YOUR TASK
Write the records below out again word for word, with the pictures removed.

▶

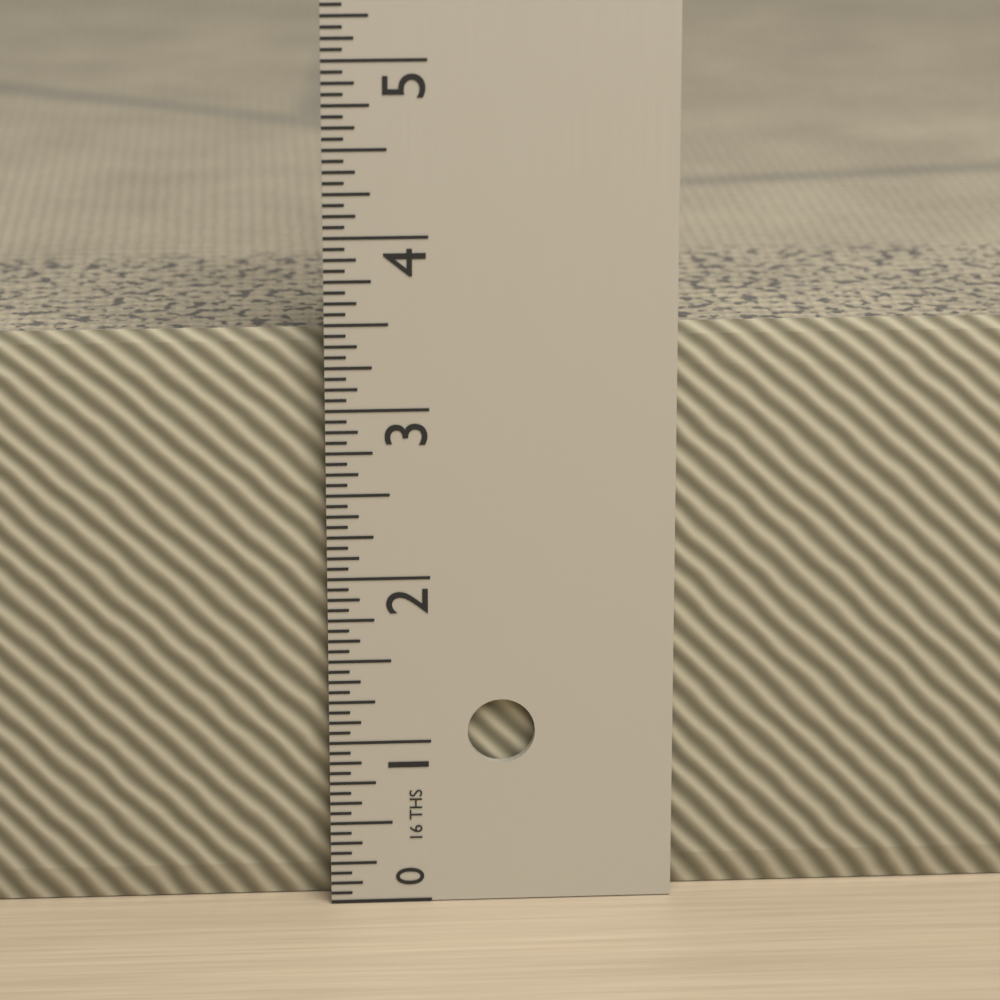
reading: 3.4375 in
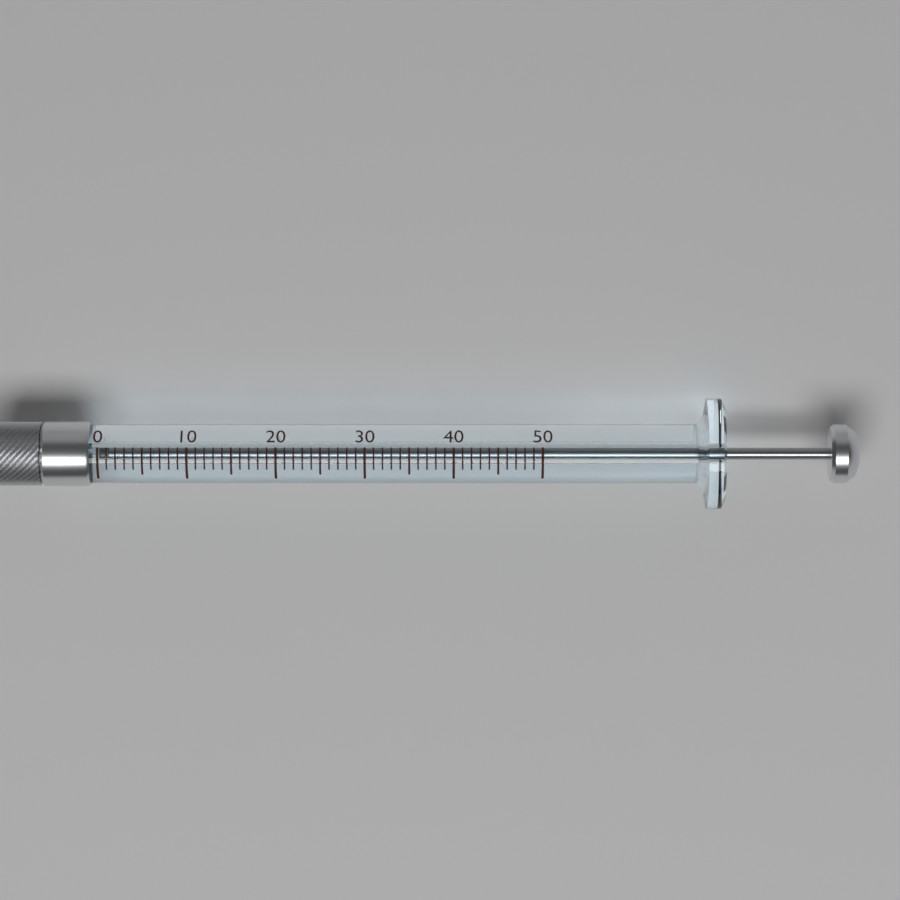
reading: 0 (no unit)
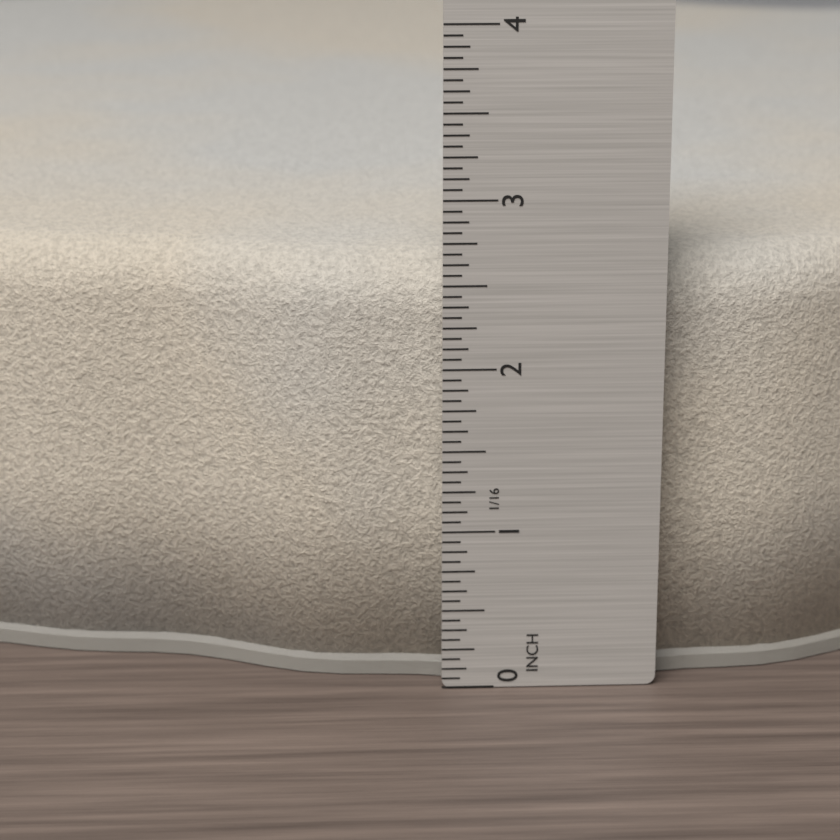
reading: 2.6250 in
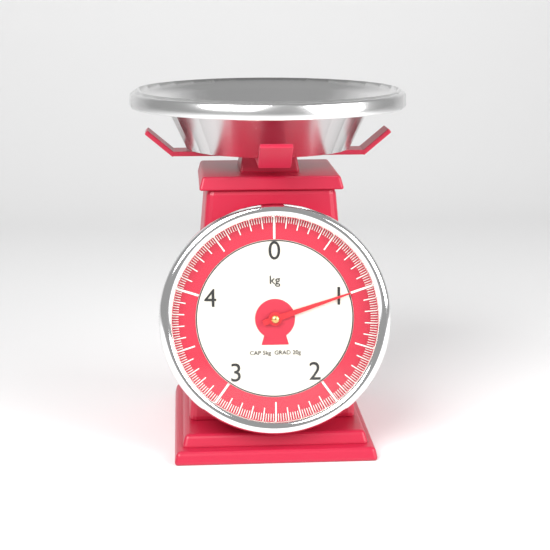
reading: 1.00 kg
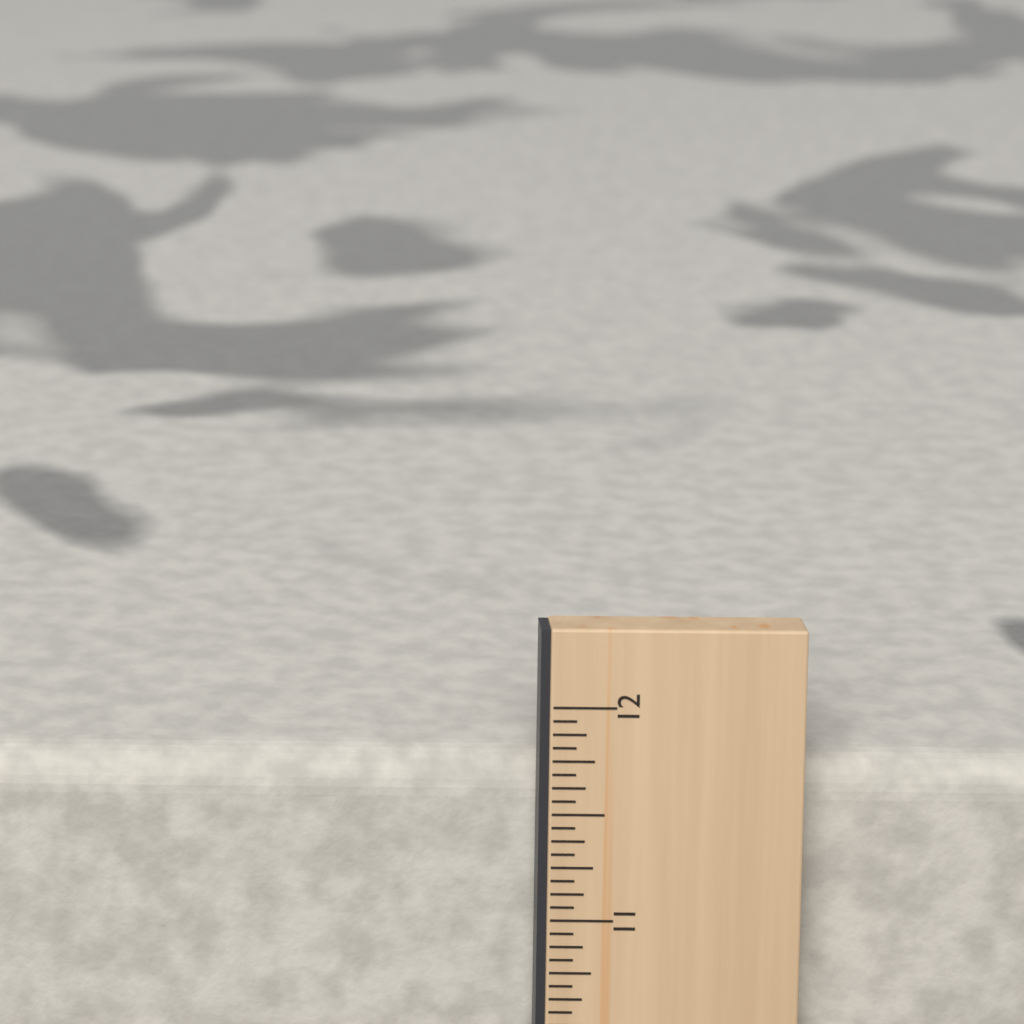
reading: 11.6875 in
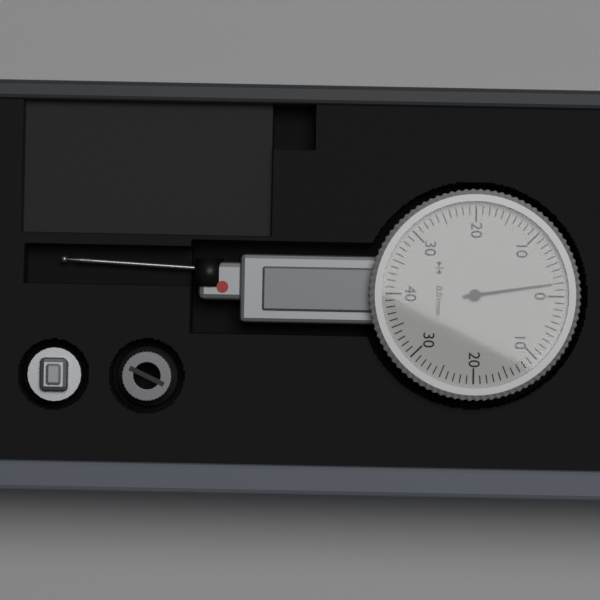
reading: 0.02 mm
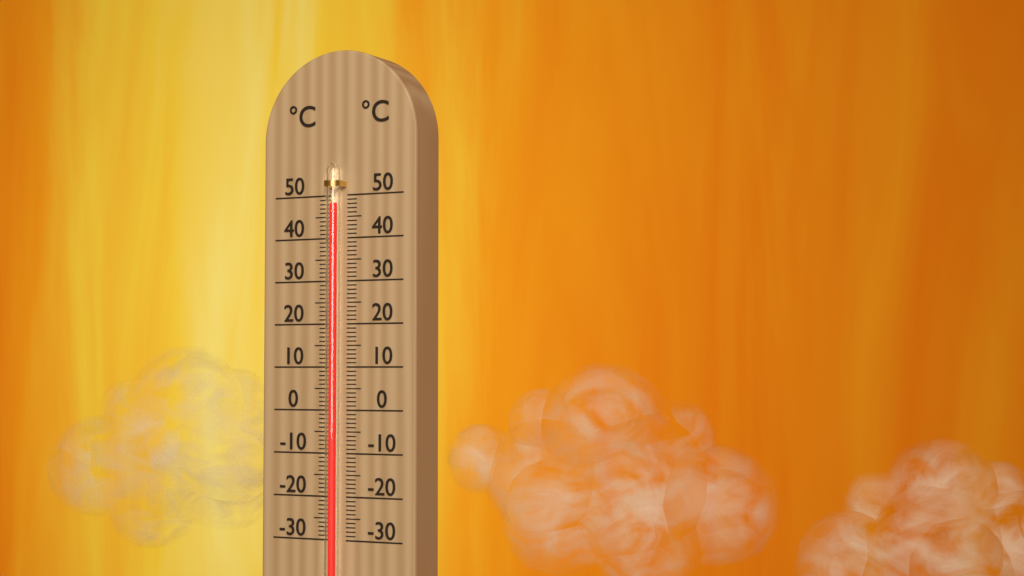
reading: 48 °C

◀

EXERCISE RESPONSE
reading: 3.4375 in
reading: 0 (no unit)
reading: 2.6250 in
reading: 1.00 kg
reading: 11.6875 in
reading: 0.02 mm
reading: 48 °C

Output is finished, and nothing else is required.